Avoid Drastic Changes In Your Company’s Logo Or Quality

As your business grows, the target audience and the population who recognizes your brand will also grow. As your brand and image age, it’s best to have a consistent and recognizable image. 

As much as possible, and if not needed, avoid changing your product’s look drastically. A big change can confuse your customers and make them unfamiliar with the design. At the same time, avoid changes that can affect the quality of your product, as this can ruin the trust placed by your consumers in the first place. 

An example is the 2010 logo change made by the clothing company Gap, making the brand unrecognizable to many users and costing them $100 million due to this rebranding.

Reconsider Carefully Before Moving To New Market

A brand must innovate and expand to stay caught up with the ever-changing, developing market. This is the case of Nokia, which lost to modern smartphones and iPhones due to the rising trend in public demand. 

However, moving too quickly to a new market without carefully studying the market’s demand and culture may also lead to significant losses. This is the same reason why Home Depot closed in China. Unfortunately, the demand for their products was not structured for the population of the country. 

Not being in the right market could cause your company’s stability to be vulnerable. Competitors may target your product and business. Worst-case scenario, they may even steal your original ideas and innovations. 

Use Your Brand As Much As Possible

Many small, unknown businesses lose their trademark claims to larger companies even though they may be the original owner or inventor, as their brands are less well-known than their competitor. 

At the same time, the law states that the claims you can get in case of suing those who try to infringe your trademark have a better chance of being in your favor if more people recognize and set it apart from its bootleg distinctly. Therefore, your claims on the trademark get stronger as more people recognize and use it. 

Another point to remember is that you must use your company’s brand within five years of being registered as a trademark. Otherwise, it can be rightfully removed, and you can lose the intellectual rights to the product.

Use Social Media And The Internet As Much As Possible

The internet can be risky for companies and their intellectual properties as it is easy to download and modify information nowadays on the worldwide web. Still, a company can also use social media and websites to its advantage. 

It is best to buy as many internet domains related to your product as possible, including .org and .net versions of your .com and others. This can prevent copycat companies or online scammers from using your product name to create a fake website. 

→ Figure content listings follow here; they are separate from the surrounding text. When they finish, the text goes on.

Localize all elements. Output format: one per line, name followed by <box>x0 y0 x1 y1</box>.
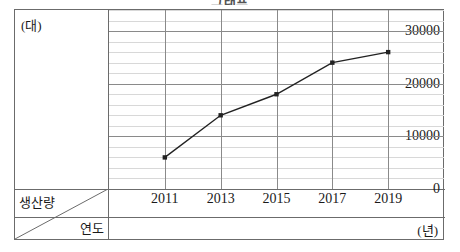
chart-title: 그래프 <box>0 0 460 5</box>
series-markers <box>163 50 391 160</box>
corner-label-year: 연도 <box>80 218 104 237</box>
corner-cell-divider <box>108 189 109 239</box>
x-tick-label: 2011 <box>151 192 178 206</box>
plot-area <box>109 10 444 189</box>
corner-split-cell: 생산량 연도 <box>15 189 108 239</box>
data-point-marker <box>330 60 334 64</box>
chart-figure: 그래프 (대) 0100002000030000 201120132015201… <box>0 0 460 252</box>
series-polyline <box>165 52 388 157</box>
data-point-marker <box>386 50 390 54</box>
chart-frame: (대) 0100002000030000 2011201320152017201… <box>14 9 444 240</box>
line-series <box>109 10 444 189</box>
x-tick-label: 2017 <box>318 192 346 206</box>
x-tick-label: 2013 <box>207 192 235 206</box>
y-axis-unit-label: (대) <box>21 15 42 34</box>
corner-label-production: 생산량 <box>19 192 55 211</box>
data-point-marker <box>274 92 278 96</box>
data-point-marker <box>163 155 167 159</box>
x-tick-label: 2019 <box>374 192 402 206</box>
x-tick-label: 2015 <box>263 192 291 206</box>
data-point-marker <box>218 113 222 117</box>
x-axis-unit-label: (년) <box>417 220 438 239</box>
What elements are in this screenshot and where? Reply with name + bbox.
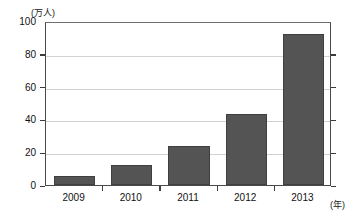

This case happened to one of the biggest Hollywood franchises, Marvel. They forgot to purchase the domain for their 2018 movie ‘Avengers: Endgame.’ Some curious fans looked up the movie online and got redirected to a prank Deadpool website. Though harmless, this only shows how important it is to have your domains related to your company directly. 

Bid On Your Brand On Online Searches

Another way to protect and promote your company’s brand is by bidding them as a keyword on search engines such as Google and Bing. This puts your company in a higher spot when a user searches the business name, allowing them to access the right site. 

One challenge you may encounter, especially when your brand is starting to grow, is that competitors will try to bid on your specific keyword, so make sure you bid yours on a higher spot.

Conclusion

One of the many struggles businesses face nowadays is protecting their brand from those who want to steal their intellectual property and destroy the competition. Competition makes it risky for many products and services, and legal claims can make or break a company whether the petitioner is the original owner. 

If you own a company and want to ensure its future and security, be knowledgeable about legal ways of protecting your intellectual property, such as using trademarks, copyrights, and patents. At the same time, consider ways to protect your brand such that it is still continuously innovating but at a safe, steady pace to ensure your company’s progress.